Thursday, April 24, 2008

Eh?

There's a lot here that's defensible. But the idea that Bush v. Gore was not a political decision is based either on dishonesty, delusion, or some blinder-inducing cocktail that combines the two.*

*This thought violates the Eleventh Commandment of Legal Academia and Appellate Commentary ("Thou shalt not criticize Scalia"), which is fine. Let's stipulate that Justice Scalia is way, way smart. But (thus?) pretty much every single opinion he writes includes some degree of prestidigitation. And rather than admire that prestidigitation as part of academic intellectual calisthenics, shouldn't we call it out? At least every now and then?

3 comments:

Anonymous said...

Only if you're going to call out every Supreme Court decision that's ever been politically motivated -- what's your obsession with Bush v. Gore?

Terry Klein said...

For the last fifty years or so, just about every USSC decision has had political elements to it. To say that the one in which those elements were most nakedly apparent was not political strikes me as intellectually dishonest. The left wing of the federal judiciary is guilty of this kind of intellectual dishonesty, too. Not as guilty as the right wing of the federal judiciary, though.

Anonymous said...

It is not true that for the last fifty years or so, "just about every USSC decision has had political elements to it." There are plenty of boring subjects that the USSC addresses and many 9-0 decisions.

You're setting up a strawman by arguing against people who think Bush v. Gore is not a political decision. Of course it was, and so was Roe v. Wade. As for the comparative politics of the "left wing" v. the "right wing" of the judiciary, comments about who is more "guilty" reveal the bias of the writer more than they contribute anything to the discussion of the legitimacy of a judiciary with political wings, at all.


> Exercise objective: Only the lines with "series" in the entries below belong in the answer; please copy them.
####
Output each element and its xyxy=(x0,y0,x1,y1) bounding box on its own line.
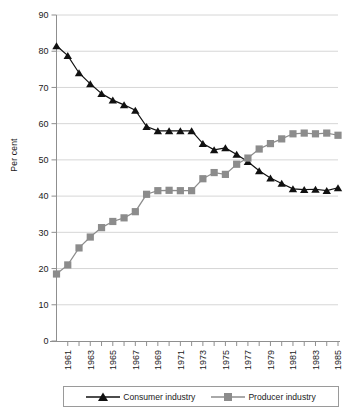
y-tick-label: 70 xyxy=(38,83,48,93)
square-marker xyxy=(98,224,105,231)
y-tick-label: 20 xyxy=(38,264,48,274)
square-marker xyxy=(334,132,341,139)
square-marker xyxy=(64,261,71,268)
square-marker xyxy=(312,130,319,137)
square-marker xyxy=(188,187,195,194)
x-tick-label: 1979 xyxy=(266,350,276,370)
x-tick-label: 1983 xyxy=(311,350,321,370)
square-marker-icon xyxy=(211,391,245,403)
y-tick-label: 60 xyxy=(38,119,48,129)
x-tick-label: 1965 xyxy=(108,350,118,370)
x-tick-label: 1961 xyxy=(63,350,73,370)
square-marker xyxy=(199,175,206,182)
triangle-marker xyxy=(278,180,286,187)
chart-legend: Consumer industry Producer industry xyxy=(63,386,339,407)
gridlines-group xyxy=(52,15,339,341)
y-tick-labels-group: 0102030405060708090 xyxy=(38,10,48,346)
square-marker xyxy=(109,218,116,225)
x-tick-labels-group: 1961196319651967196919711973197519771979… xyxy=(63,350,343,370)
line-chart-plot: 0102030405060708090 19611963196519671969… xyxy=(0,0,348,413)
square-marker xyxy=(132,208,139,215)
series-consumer-industry xyxy=(52,42,342,194)
triangle-marker xyxy=(131,107,139,114)
triangle-marker xyxy=(109,97,117,104)
square-marker xyxy=(154,187,161,194)
square-marker xyxy=(233,161,240,168)
square-marker xyxy=(211,169,218,176)
triangle-marker-icon xyxy=(86,391,120,403)
x-tick-label: 1977 xyxy=(243,350,253,370)
square-marker xyxy=(143,191,150,198)
x-tick-label: 1967 xyxy=(131,350,141,370)
triangle-marker xyxy=(52,42,60,49)
legend-label-producer-industry: Producer industry xyxy=(248,392,315,402)
x-tick-label: 1975 xyxy=(221,350,231,370)
x-tick-label: 1971 xyxy=(176,350,186,370)
x-tick-label: 1985 xyxy=(333,350,343,370)
square-marker xyxy=(166,187,173,194)
x-tick-label: 1963 xyxy=(86,350,96,370)
y-tick-label: 40 xyxy=(38,191,48,201)
y-tick-label: 50 xyxy=(38,155,48,165)
y-tick-label: 10 xyxy=(38,300,48,310)
triangle-marker xyxy=(232,151,240,158)
series-producer-industry xyxy=(53,129,342,277)
y-tick-label: 90 xyxy=(38,10,48,20)
y-tick-label: 80 xyxy=(38,46,48,56)
square-marker xyxy=(222,171,229,178)
square-marker xyxy=(244,154,251,161)
square-marker xyxy=(256,145,263,152)
square-marker xyxy=(278,135,285,142)
legend-item-consumer-industry: Consumer industry xyxy=(86,391,195,403)
legend-item-producer-industry: Producer industry xyxy=(211,391,315,403)
triangle-marker xyxy=(334,184,342,191)
square-marker xyxy=(177,187,184,194)
y-tick-label: 0 xyxy=(43,336,48,346)
square-marker xyxy=(75,244,82,251)
x-tick-label: 1981 xyxy=(288,350,298,370)
x-tick-label: 1973 xyxy=(198,350,208,370)
square-marker xyxy=(53,270,60,277)
square-marker xyxy=(267,140,274,147)
square-marker xyxy=(301,129,308,136)
axis-lines-group xyxy=(50,15,340,342)
x-tick-label: 1969 xyxy=(153,350,163,370)
square-marker xyxy=(87,233,94,240)
chart-figure: Per cent 0102030405060708090 19611963196… xyxy=(0,0,348,413)
square-marker xyxy=(289,130,296,137)
legend-label-consumer-industry: Consumer industry xyxy=(123,392,195,402)
square-marker xyxy=(120,214,127,221)
triangle-marker xyxy=(75,69,83,76)
y-tick-label: 30 xyxy=(38,228,48,238)
square-marker xyxy=(323,129,330,136)
triangle-marker xyxy=(120,101,128,108)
####
> Exercise response:
series-consumer-industry xyxy=(52,42,342,194)
series-producer-industry xyxy=(53,129,342,277)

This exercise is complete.